When you mention Gollum as a conduit for Fate, this helps focus the debate greatly. I think you are most on the ball when you have Gollum less as a conduit for Fate, and more as a vehicle for Sauron's Will. I am reminded of C.S. Lewis' "Unman", Dr Weston in Perelandra, who subjugates his will to Satan and thus becomes a damned soul. So too, has Gollum subjected himself to another will. I think most readers would have Gollum as a hero were he to have resisted Sauron's will, to the point of martyrdom, rather than yield only to meet with ignominious destruction.

It seems that heroism, as we define it, is a 'twin-criteriad' phenomenon; one must exercise one's own volition -- and one must choose the Good, whatever the cost.

Occasions where such choices are made are not often seen, but when seen on a grand scale are soberingly dramatic. Gollum, when torn between 'Slinker' & 'Stinker' is a masterpiece in cameo of Tolkien's art; witnessing a sentient being undergoing psychological fragmentation is a sobering experience. The reader feels like s/he is in an asylum and thoughts of the fragility of our own consciousness rise ominously. Does sanity hang on so slender a thread?
No wonder Gandalf and Frodo pity him!

And Eowyn? I agree, she's hardly heroic. Her choice to fight on the battlefield was selfish -- she sought oblivion, not fulfilment. Were she not a shieldmaiden (an heroic archetype)she would have slit her wrists or, in another time, swallowed a bottle of sleeping pills... and been little more than a tragic love-lorn statistic. Likewise, Denethor's suicide is grandly 'Tragic' -- but hardly heroic.

So what determines "heroism"? To reiterate; to freely choose the good.
And do we REALLY have free will.

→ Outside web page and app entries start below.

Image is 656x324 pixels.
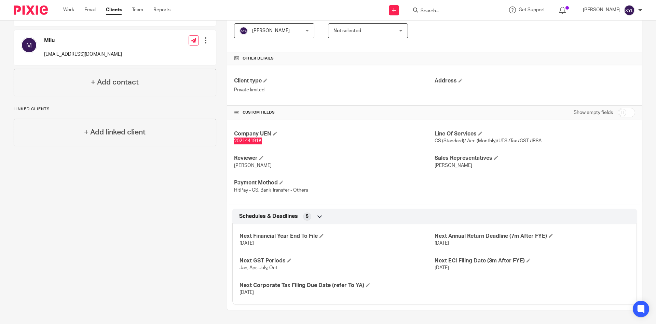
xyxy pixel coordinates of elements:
p: Private limited [234,86,435,93]
h4: Milu [44,37,122,44]
a: Work [63,6,74,13]
span: [PERSON_NAME] [435,163,472,168]
span: [DATE] [240,290,254,295]
span: [PERSON_NAME] [234,163,272,168]
span: [DATE] [435,241,449,245]
span: Jan, Apr, July, Oct [240,265,278,270]
img: svg%3E [240,27,248,35]
h4: + Add linked client [84,127,146,137]
h4: Sales Representatives [435,154,635,162]
input: Search [420,8,482,14]
h4: Next ECI Filing Date (3m After FYE) [435,257,630,264]
a: Email [84,6,96,13]
h4: + Add contact [91,77,139,87]
h4: Next Corporate Tax Filing Due Date (refer To YA) [240,282,435,289]
img: svg%3E [624,5,635,16]
p: [PERSON_NAME] [583,6,621,13]
span: Not selected [334,28,361,33]
span: HitPay - CS, Bank Transfer - Others [234,188,308,192]
img: Pixie [14,5,48,15]
h4: Reviewer [234,154,435,162]
span: 202144191K [234,138,262,143]
h4: Client type [234,77,435,84]
p: Linked clients [14,106,216,112]
span: CS (Standard)/ Acc (Monthly)/UFS /Tax /GST /IR8A [435,138,542,143]
span: 5 [306,213,309,220]
label: Show empty fields [574,109,613,116]
span: [DATE] [435,265,449,270]
img: svg%3E [21,37,37,53]
h4: Next GST Periods [240,257,435,264]
span: Other details [243,56,274,61]
a: Reports [153,6,171,13]
span: Schedules & Deadlines [239,213,298,220]
h4: Next Financial Year End To File [240,232,435,240]
h4: Payment Method [234,179,435,186]
span: [PERSON_NAME] [252,28,290,33]
p: [EMAIL_ADDRESS][DOMAIN_NAME] [44,51,122,58]
h4: CUSTOM FIELDS [234,110,435,115]
a: Clients [106,6,122,13]
span: Get Support [519,8,545,12]
h4: Company UEN [234,130,435,137]
h4: Line Of Services [435,130,635,137]
a: Team [132,6,143,13]
h4: Next Annual Return Deadline (7m After FYE) [435,232,630,240]
span: [DATE] [240,241,254,245]
h4: Address [435,77,635,84]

I say, yes! Absolutely! To deny ourselves that capacity is to deny our very humanity; to put ourselves on the level of instinctual animals subject to the spinning of quarks in a meaningless Cosmos.

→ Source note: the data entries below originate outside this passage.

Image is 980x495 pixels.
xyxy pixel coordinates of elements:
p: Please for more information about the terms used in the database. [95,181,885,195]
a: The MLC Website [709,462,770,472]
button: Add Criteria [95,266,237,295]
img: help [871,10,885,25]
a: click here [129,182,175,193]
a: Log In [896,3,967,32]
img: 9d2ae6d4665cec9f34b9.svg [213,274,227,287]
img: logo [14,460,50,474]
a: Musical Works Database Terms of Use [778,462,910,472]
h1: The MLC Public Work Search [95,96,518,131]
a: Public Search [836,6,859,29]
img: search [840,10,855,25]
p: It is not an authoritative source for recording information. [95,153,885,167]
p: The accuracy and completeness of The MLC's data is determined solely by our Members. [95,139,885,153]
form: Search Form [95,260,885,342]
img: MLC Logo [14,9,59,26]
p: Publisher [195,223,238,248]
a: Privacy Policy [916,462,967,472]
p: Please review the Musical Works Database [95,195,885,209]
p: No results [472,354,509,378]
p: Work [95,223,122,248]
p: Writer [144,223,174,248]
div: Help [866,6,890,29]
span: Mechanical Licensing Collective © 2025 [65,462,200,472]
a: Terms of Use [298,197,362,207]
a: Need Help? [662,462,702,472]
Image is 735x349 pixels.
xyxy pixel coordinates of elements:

In brief, we must have anchoring Absolutes (such as there IS a thing called Free Will, and the boundaries or 'rules' of its exercise are the Laws of Physics) lest all our conjecturing crumble into word-play and sophistry... or the degeneration of psychological coherence as seen in Gollum, Dr Weston and, all too frequently, in today's social reality -- a reality where mental fragility and moral vacillation are all too common and heroism all too rare.